* _GIVEN DATA_:
Start of Block

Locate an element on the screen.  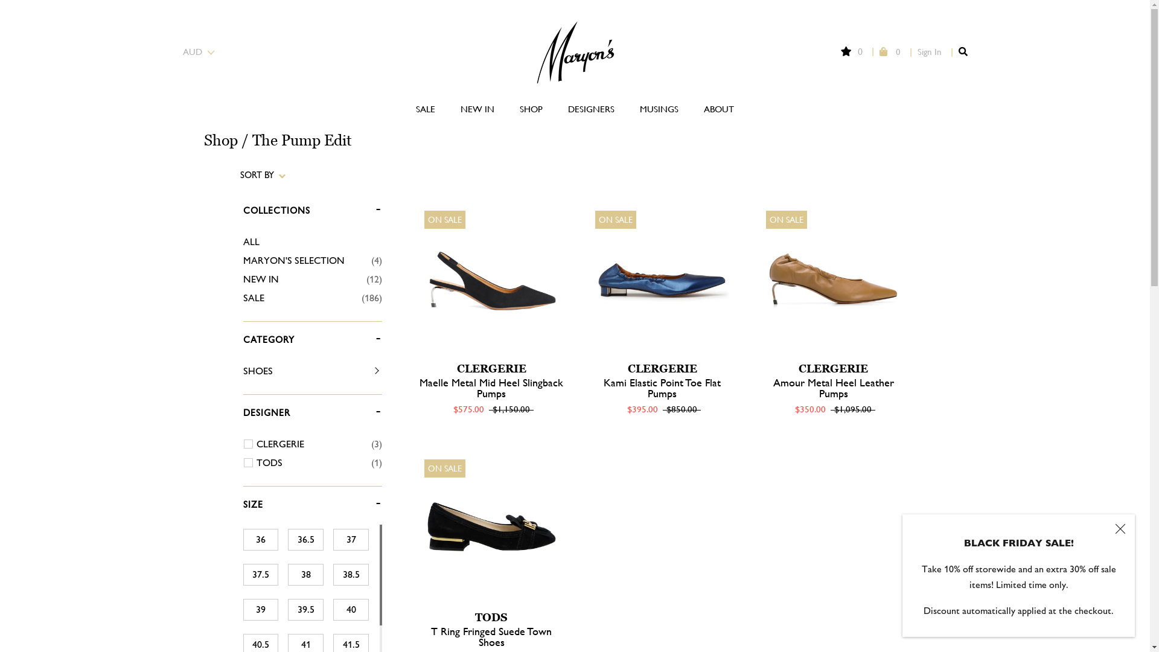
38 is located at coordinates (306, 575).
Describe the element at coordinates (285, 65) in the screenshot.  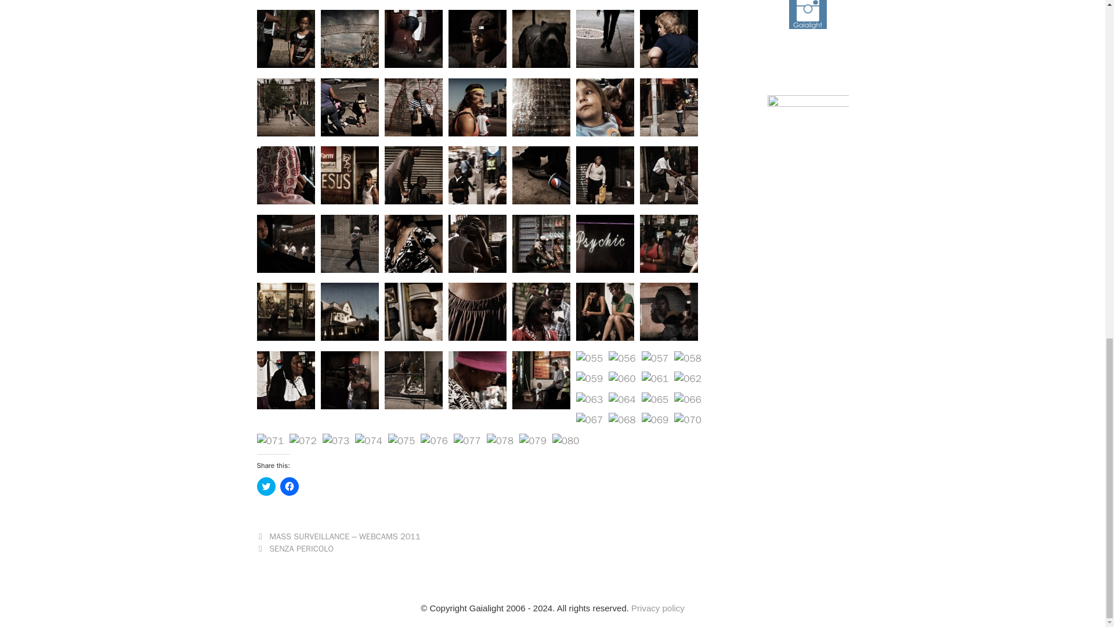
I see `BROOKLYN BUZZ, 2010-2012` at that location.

End of Block
Start of Block

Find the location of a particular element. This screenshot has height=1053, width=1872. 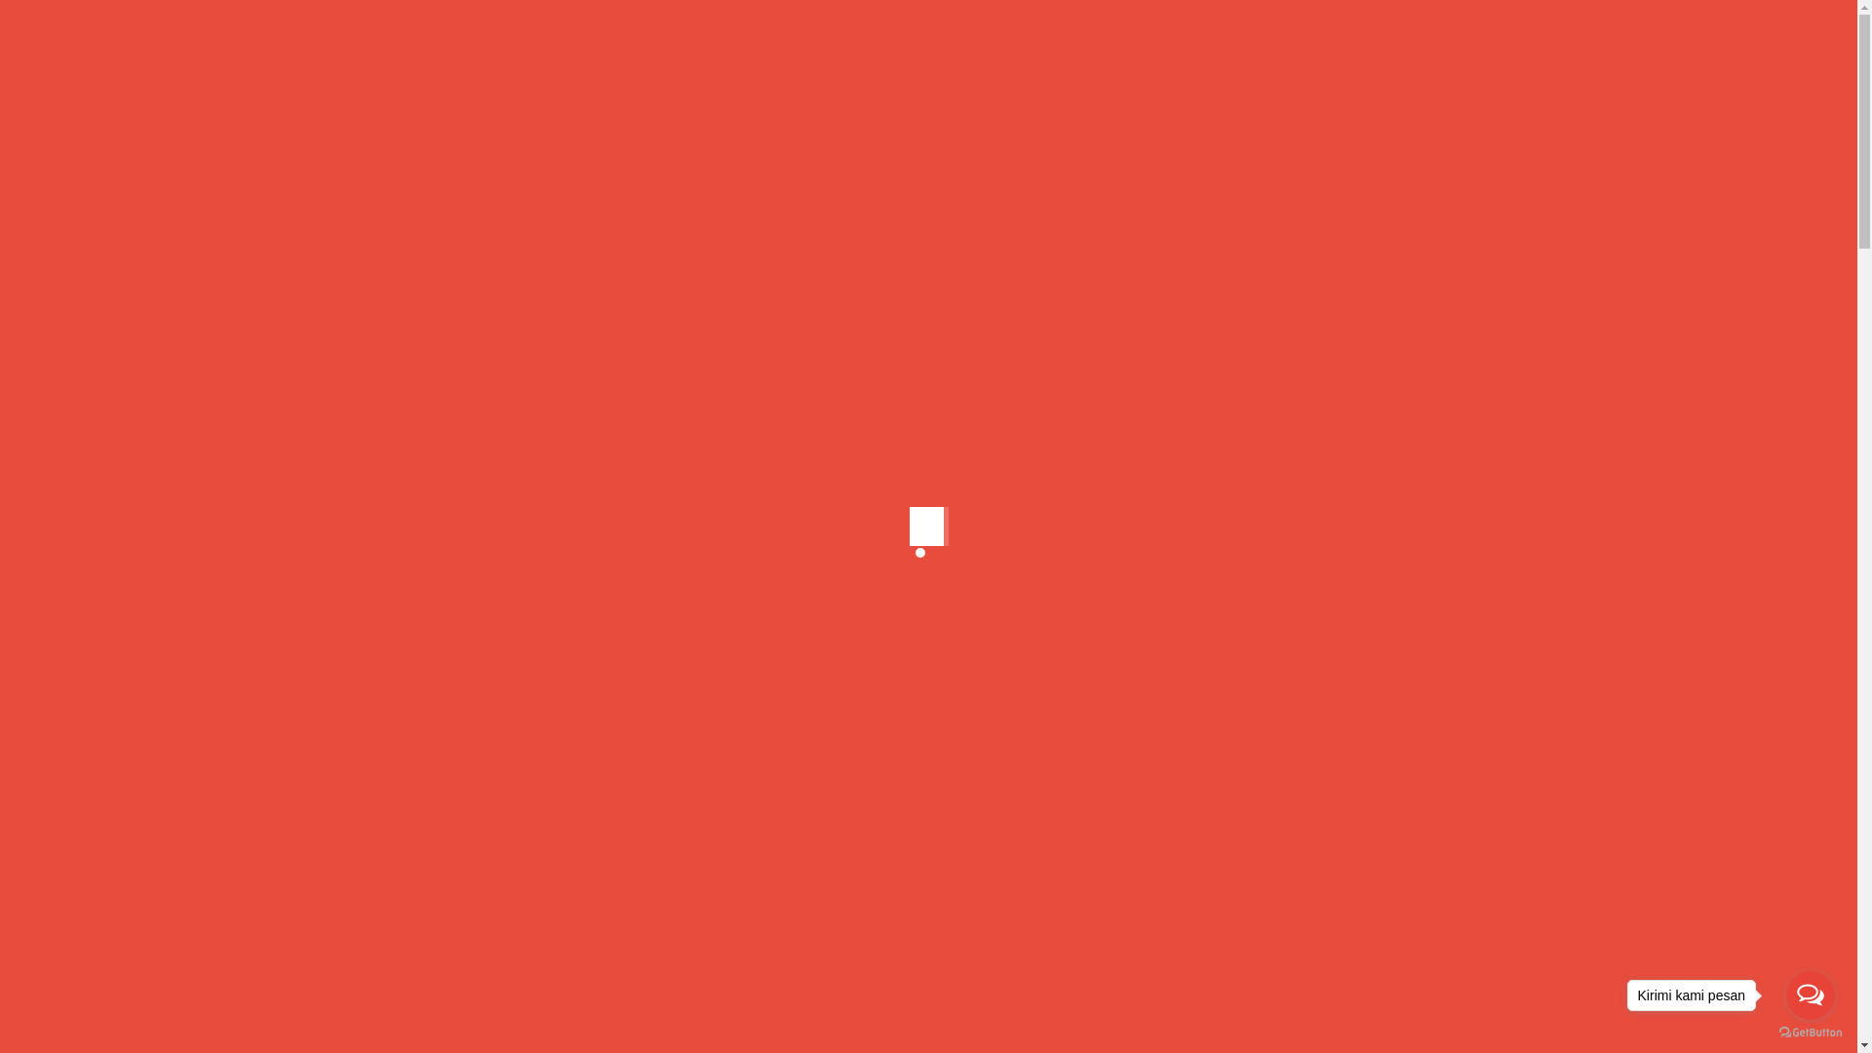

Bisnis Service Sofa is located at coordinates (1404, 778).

End of Block
Start of Block

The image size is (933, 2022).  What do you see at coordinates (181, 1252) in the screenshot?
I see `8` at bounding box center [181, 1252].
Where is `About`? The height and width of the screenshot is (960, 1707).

End of Block

* _TASK OBJECTIVE_: Among the lines above, find the one with "The image size" and the one with "is (960, 1707).". Quote both and everything between them, exactly.

* _YOUR SOLUTION_:
The image size is (933, 2022).  What do you see at coordinates (181, 1252) in the screenshot?
I see `8` at bounding box center [181, 1252].
Where is `About`? The height and width of the screenshot is (960, 1707).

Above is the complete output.